• [Assignment]:
Having located the line with "What do you", print it and each remaining line exactly, stopping at the end of the material and omitting pictures.

*** Opening of Dataset records ***

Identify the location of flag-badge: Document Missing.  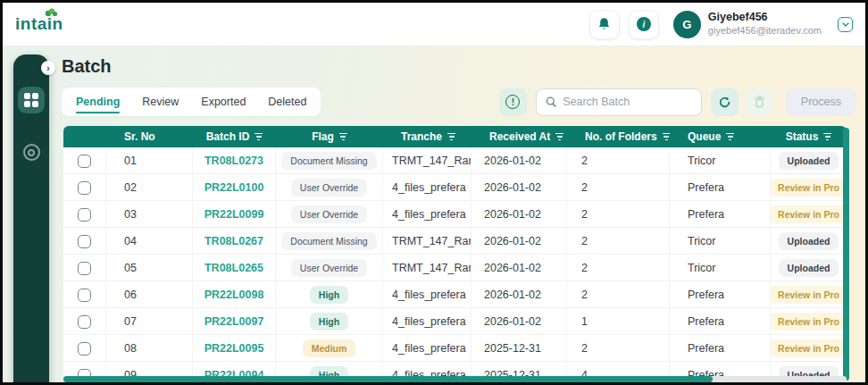
(329, 241).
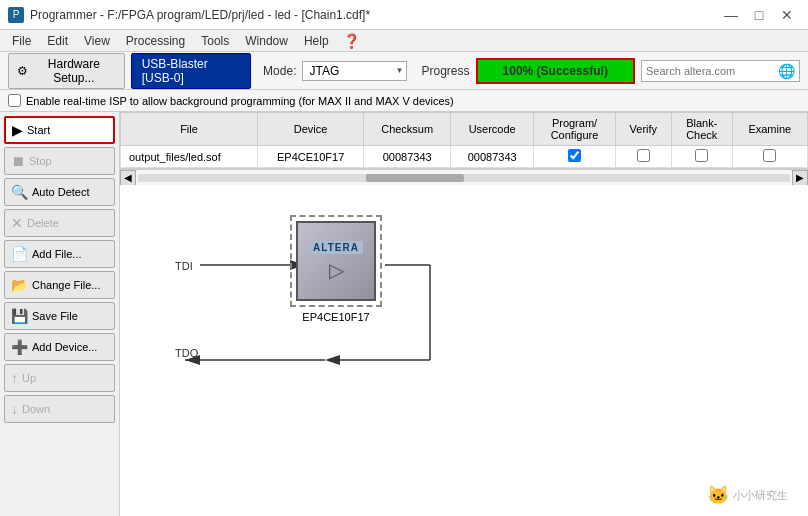  I want to click on program-checkbox, so click(574, 156).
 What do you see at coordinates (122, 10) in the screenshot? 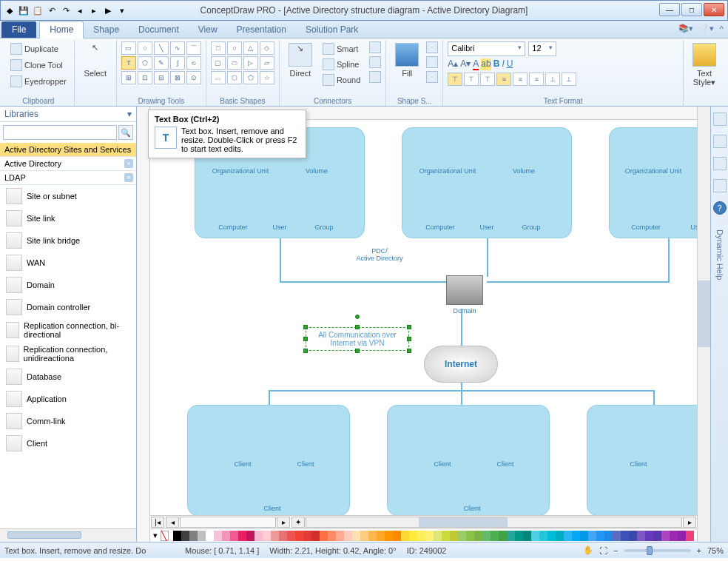
I see `qat-drop-icon: ▾` at bounding box center [122, 10].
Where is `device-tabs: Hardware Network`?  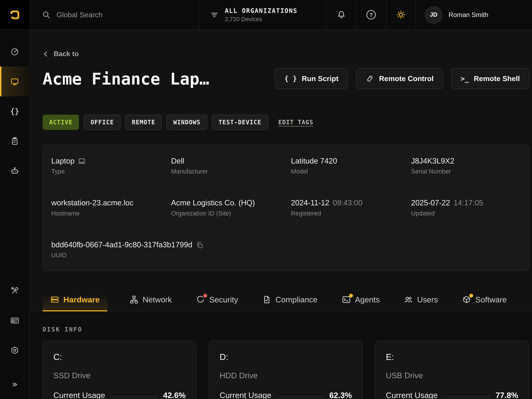
device-tabs: Hardware Network is located at coordinates (281, 300).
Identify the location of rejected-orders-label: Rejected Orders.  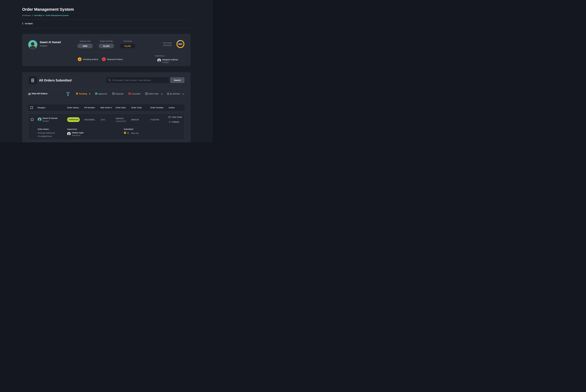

*** Close of Dataset records ***

• [Reply]:
 What do you see at coordinates (122, 10) in the screenshot? 
I see `qat-drop-icon: ▾` at bounding box center [122, 10].
Where is `device-tabs: Hardware Network`?  
device-tabs: Hardware Network is located at coordinates (281, 300).
Identify the location of rejected-orders-label: Rejected Orders.  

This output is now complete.